Powered on Stark to test a boot stick, and figured I’d let the system go update itself. Went downstairs to wash out my coffee cup, and coming back, the line of sight from down the hall to where I left it on my desk reminds me of one of the things I don’t miss about the old Latitude: the screen!
Stark was from a transient era. One in which more consumer oriented laptops began to adapt Intel’s concept of an “Ultrabook” and more business oriented laptops refused to give up their ports until you pry’em from their cold dead motherboards. But almost universally, they all agreed on having a shitty screen compared to basically everything else in computing at the time.
As such, while the laptop served me very well it wasn’t without compromises. The typical 1366×768 pixel screen was basically trash, but it did support external displays and that’s how I tended to use Stark. Onboard was a VGA port (ha!) and the size (mini)HDMI port that nothing else really adapted, but as it got older docking stations able to drive a pair of DisplayPort/HDMI outputs were cheaper than having one shipped off eBay, and the Intel chips back then maxed out at three display pipelines anyway. Ditto irksome things like having an eSATA at the price of a super speed port, having to dedicated a USB port to a Bluetooth dongle, and needing a fanny-pack type battery to get runtime that wasn’t a joke, and weighing almost a kilogram more than I wanted to lug around every day.
But the machine also had its upsides. Like a TPM for encryption, a modular slot that could be fitted with an OEM optical drive or a replacement fitting for a second 2.5″ SATA, and a Core i5 that actually served well up until the rise of Electron applications like Teams and Slack. It also helped that I had enough Latitude D/E series compatible chargers around to never worry, except when working away from an outlet.
All in all, Stark has the unique position of being a computer that managed to not piss me off more often than not. That’s not something many computers can say. So, I think Stark was a successful machine, even if it’s going to stay retired, lol.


Transcribe the records below word for word, leaving every picture out.

Data records
····················
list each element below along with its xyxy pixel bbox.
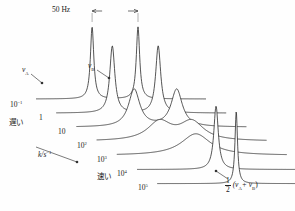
rate-tick-1: 1 [39,114,43,122]
coalesced-close-paren: ) [255,180,258,189]
peak-b-subscript: B [91,67,94,72]
peak-b-label: νB [88,62,94,70]
rate-tick-0: 10−1 [10,101,22,109]
rate-tick-0-exponent: −1 [18,100,23,105]
peak-a-label: νA [22,66,29,74]
fraction-denominator: 2 [225,186,231,194]
rate-axis-label: k/s−1 [38,151,51,159]
rate-tick-4-mantissa: 10 [97,155,105,164]
nmr-exchange-waterfall-figure: 50 Hz νA νB 10−1 1 10 102 103 104 105 遅い… [0,0,295,211]
rate-tick-3: 102 [77,142,87,150]
rate-tick-2-mantissa: 10 [58,127,66,136]
rate-tick-6: 105 [138,184,148,192]
rate-tick-0-mantissa: 10 [10,100,18,109]
rate-tick-4-exponent: 3 [105,155,107,160]
rate-axis-exponent: −1 [46,150,51,155]
slow-label: 遅い [9,119,23,127]
fast-label: 速い [97,173,111,181]
one-half-fraction: 1 2 [225,177,231,194]
coalesced-frequency-label: 1 2 (νA+ νB) [225,177,258,194]
rate-tick-3-mantissa: 10 [77,141,85,150]
rate-tick-2: 10 [58,128,66,136]
peak-a-subscript: A [25,71,28,76]
coalesced-plus: + ν [242,180,252,189]
rate-tick-3-exponent: 2 [85,141,87,146]
scale-bar-label: 50 Hz [52,6,70,14]
rate-tick-5: 104 [117,170,127,178]
rate-tick-6-mantissa: 10 [138,183,146,192]
rate-tick-5-mantissa: 10 [117,169,125,178]
rate-tick-5-exponent: 4 [125,169,127,174]
rate-tick-4: 103 [97,156,107,164]
rate-tick-6-exponent: 5 [146,183,148,188]
rate-tick-1-mantissa: 1 [39,113,43,122]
····················
* EXERCISE ANSWER *
list each element below along with its xyxy pixel bbox.
rate-tick-1: 1 [39,114,43,122]
coalesced-close-paren: ) [255,180,258,189]
peak-b-subscript: B [91,67,94,72]
peak-b-label: νB [88,62,94,70]
rate-tick-0: 10−1 [10,101,22,109]
rate-tick-0-exponent: −1 [18,100,23,105]
peak-a-label: νA [22,66,29,74]
fraction-denominator: 2 [225,186,231,194]
rate-axis-label: k/s−1 [38,151,51,159]
rate-tick-4-mantissa: 10 [97,155,105,164]
nmr-exchange-waterfall-figure: 50 Hz νA νB 10−1 1 10 102 103 104 105 遅い… [0,0,295,211]
rate-tick-3: 102 [77,142,87,150]
rate-tick-2-mantissa: 10 [58,127,66,136]
rate-tick-6: 105 [138,184,148,192]
rate-tick-0-mantissa: 10 [10,100,18,109]
rate-tick-4-exponent: 3 [105,155,107,160]
rate-axis-exponent: −1 [46,150,51,155]
slow-label: 遅い [9,119,23,127]
fast-label: 速い [97,173,111,181]
one-half-fraction: 1 2 [225,177,231,194]
coalesced-frequency-label: 1 2 (νA+ νB) [225,177,258,194]
rate-tick-3-mantissa: 10 [77,141,85,150]
rate-tick-2: 10 [58,128,66,136]
peak-a-subscript: A [25,71,28,76]
coalesced-plus: + ν [242,180,252,189]
rate-tick-3-exponent: 2 [85,141,87,146]
scale-bar-label: 50 Hz [52,6,70,14]
rate-tick-5: 104 [117,170,127,178]
rate-tick-6-mantissa: 10 [138,183,146,192]
rate-tick-5-mantissa: 10 [117,169,125,178]
rate-tick-5-exponent: 4 [125,169,127,174]
rate-tick-4: 103 [97,156,107,164]
rate-tick-6-exponent: 5 [146,183,148,188]
rate-tick-1-mantissa: 1 [39,113,43,122]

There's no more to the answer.